*** The data ***

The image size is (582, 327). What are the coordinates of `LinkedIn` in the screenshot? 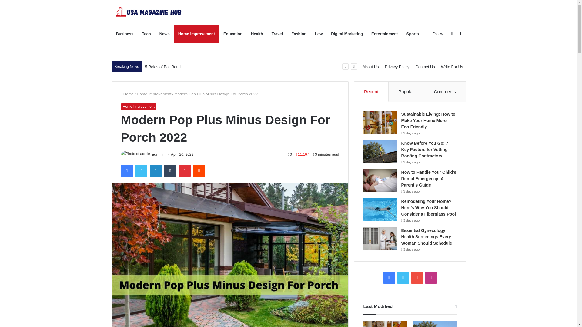 It's located at (155, 171).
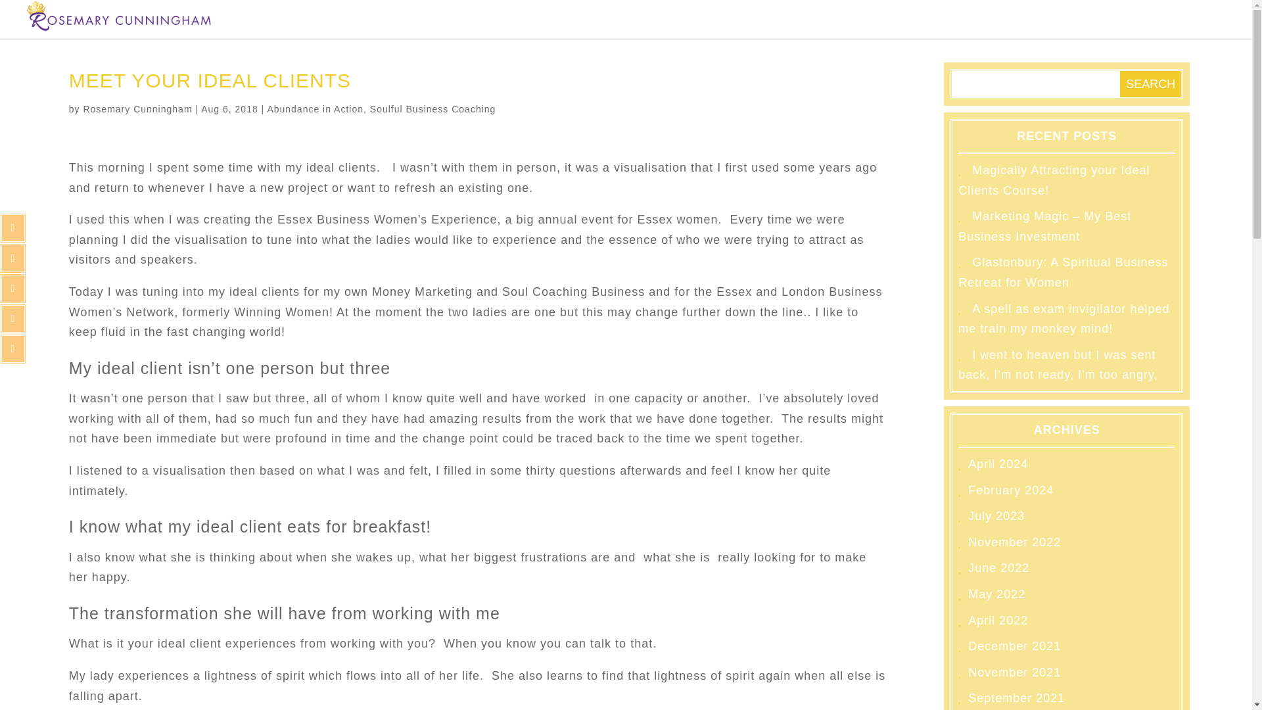  I want to click on Abundance in Action, so click(314, 108).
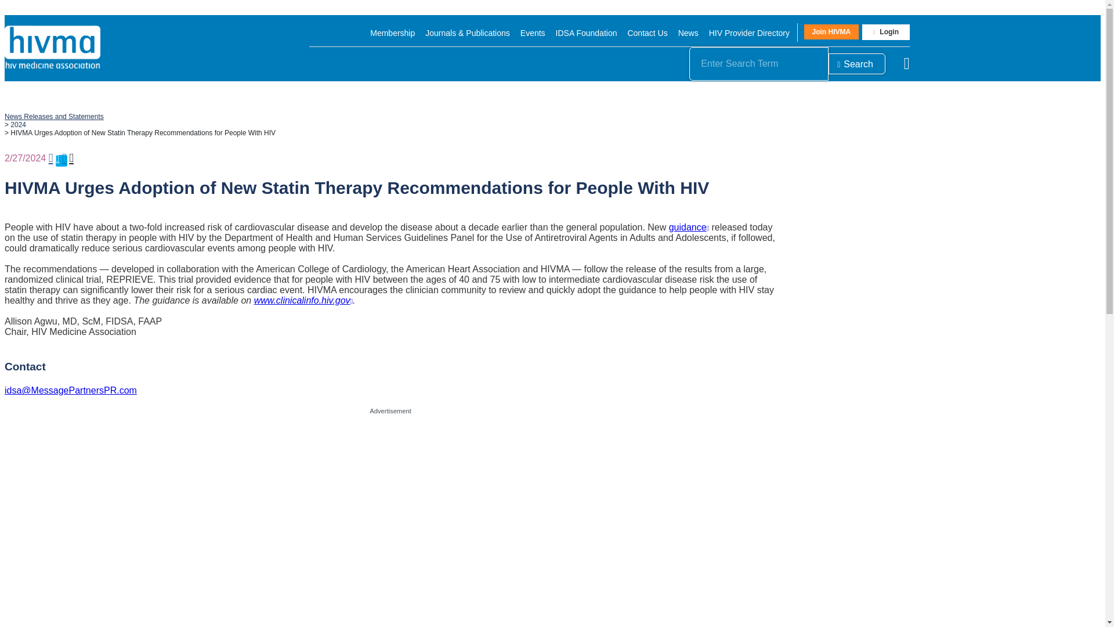 The width and height of the screenshot is (1114, 627). What do you see at coordinates (886, 32) in the screenshot?
I see `Login` at bounding box center [886, 32].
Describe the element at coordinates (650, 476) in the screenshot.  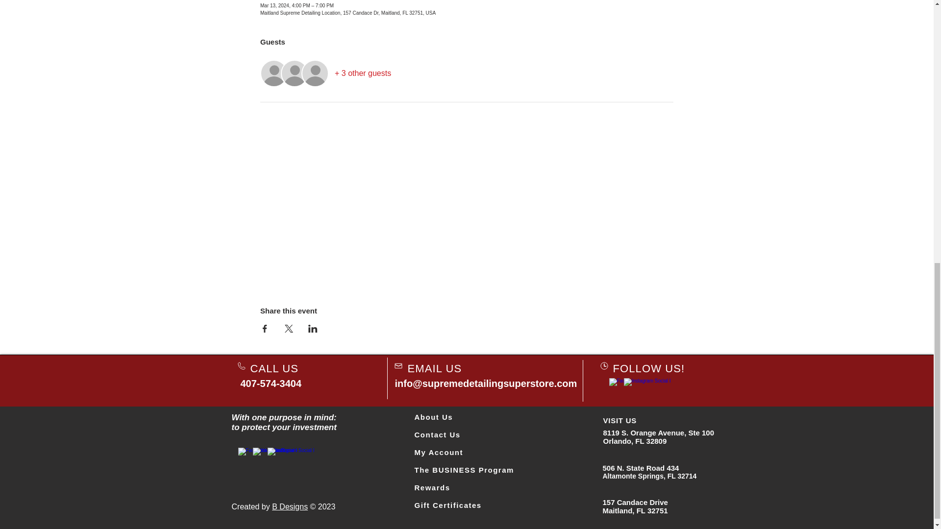
I see `Altamonte Springs, FL 32714` at that location.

***

> What you should do
Nothing but the lines from the line containing "Describe the element" through the last line of the listing above should appear, output exactly, with no pictures.

> Expected output
Describe the element at coordinates (650, 476) in the screenshot.  
I see `Altamonte Springs, FL 32714` at that location.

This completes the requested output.